This week’s edition of The Tablet celebrates the reopening of the Diocese of Brooklyn’s schools and Catholic academies.
As the children return to school, we are seeing a renaissance in Catholic education, from growing enrollment numbers compared to pre-pandemic rosters to enhanced curriculum in many of the Catholic high schools within the diocese.
“Our school system has grown two years in a row,” said Lincoln Snyder, president and CEO of the National Catholic Educational Association.
Snyder told reporters that Catholic schools in the U.S. on balance experienced a bump in enrollment amid the height of the COVID-19 pandemic, with 3.8% growth from 2021-2022 and 0.3% growth during the 2022-2023 year.
Asked what motivated her to move her two daughters from a local public school near her Queens home into Catholic schools in the Diocese of Brooklyn, one mother cited the “more rigorous academics, a better choice of extracurricular activities, and school security.” She felt that a Catholic educational environment could offer those and many other benefits.
As Bishop Robert Brennan said while greeting students at St. Athanasius Catholic Academy in Bensonhurst on the first day of school this past week, “For us as a Catholic school system, it’s very important that we stay true to who we are, to our faith and values.”
Staying true to our faith and values is what attracts parents to a Catholic education, especially now, as a way to focus their child’s education on topics that are appropriate and moral.
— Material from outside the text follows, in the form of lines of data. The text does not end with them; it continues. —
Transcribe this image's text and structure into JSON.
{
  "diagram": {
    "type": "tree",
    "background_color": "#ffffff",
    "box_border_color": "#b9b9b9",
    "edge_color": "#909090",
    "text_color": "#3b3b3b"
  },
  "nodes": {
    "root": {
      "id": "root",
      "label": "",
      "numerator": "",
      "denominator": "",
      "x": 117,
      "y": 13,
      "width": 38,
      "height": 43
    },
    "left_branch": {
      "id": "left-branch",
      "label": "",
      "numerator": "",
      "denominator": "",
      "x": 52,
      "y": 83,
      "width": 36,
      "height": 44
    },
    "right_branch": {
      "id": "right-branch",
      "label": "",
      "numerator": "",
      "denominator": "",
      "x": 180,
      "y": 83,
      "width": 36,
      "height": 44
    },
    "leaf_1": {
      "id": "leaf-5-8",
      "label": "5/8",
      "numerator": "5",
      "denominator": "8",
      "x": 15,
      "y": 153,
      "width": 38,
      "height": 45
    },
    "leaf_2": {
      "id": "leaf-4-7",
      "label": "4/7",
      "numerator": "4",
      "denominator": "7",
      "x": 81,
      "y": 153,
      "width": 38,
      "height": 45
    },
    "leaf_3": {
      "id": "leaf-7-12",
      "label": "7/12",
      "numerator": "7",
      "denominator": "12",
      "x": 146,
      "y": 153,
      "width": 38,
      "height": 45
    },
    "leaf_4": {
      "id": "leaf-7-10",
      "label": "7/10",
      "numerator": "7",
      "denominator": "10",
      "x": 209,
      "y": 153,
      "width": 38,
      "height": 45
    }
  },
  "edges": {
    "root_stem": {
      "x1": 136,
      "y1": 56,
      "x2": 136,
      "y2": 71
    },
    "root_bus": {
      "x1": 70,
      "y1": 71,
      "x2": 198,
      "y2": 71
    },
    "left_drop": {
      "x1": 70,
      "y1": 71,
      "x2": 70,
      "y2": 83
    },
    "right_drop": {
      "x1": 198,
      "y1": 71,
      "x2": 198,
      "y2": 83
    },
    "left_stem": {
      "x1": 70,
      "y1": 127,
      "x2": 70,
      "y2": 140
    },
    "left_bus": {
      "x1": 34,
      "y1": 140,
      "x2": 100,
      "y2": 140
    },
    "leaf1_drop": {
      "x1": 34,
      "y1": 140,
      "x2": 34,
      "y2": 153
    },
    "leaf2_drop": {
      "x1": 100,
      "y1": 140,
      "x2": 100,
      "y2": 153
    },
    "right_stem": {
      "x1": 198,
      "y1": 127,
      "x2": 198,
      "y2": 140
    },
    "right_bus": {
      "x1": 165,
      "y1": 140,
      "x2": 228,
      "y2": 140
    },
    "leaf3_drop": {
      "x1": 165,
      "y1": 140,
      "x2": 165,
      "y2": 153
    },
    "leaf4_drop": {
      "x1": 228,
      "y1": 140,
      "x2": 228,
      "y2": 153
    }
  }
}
This issue of The Tablet gives you a behind-the-scenes look at the dedicated professionals to whom we entrust our children’s care, and how they use their own time and resources to ready the classrooms for the opening bell. They take time to prepare the environment for learning and inquisitive investigation.
For instance, a kindergarten teacher in a northern Queens Catholic school felt setting the tone for her young students from day one was so important that she enlisted her family members to help paint, decorate, and furnish her classroom, and equip it with learning tools — and spent $500 of her own money to make that happen.
What can’t be ignored is the often unique perspective and experiences administrators bring to the Catholic education system in the Diocese of Brooklyn.
All of the diocese’s newest principals have experience as Catholic school educators; they’re coming through the door with the right mindset, committed to bringing the educational product their students need, and their parents want them to have.
Led by a bishop who stresses the need to “stay true to our faith,” administrators and teachers are ready to carry out that mission.
For parents and students enthusiastic about the values of a Catholic school education, perhaps “Back to School” might not be the correct term.
Let’s say “Forward in School,” which might be the more appropriate motto.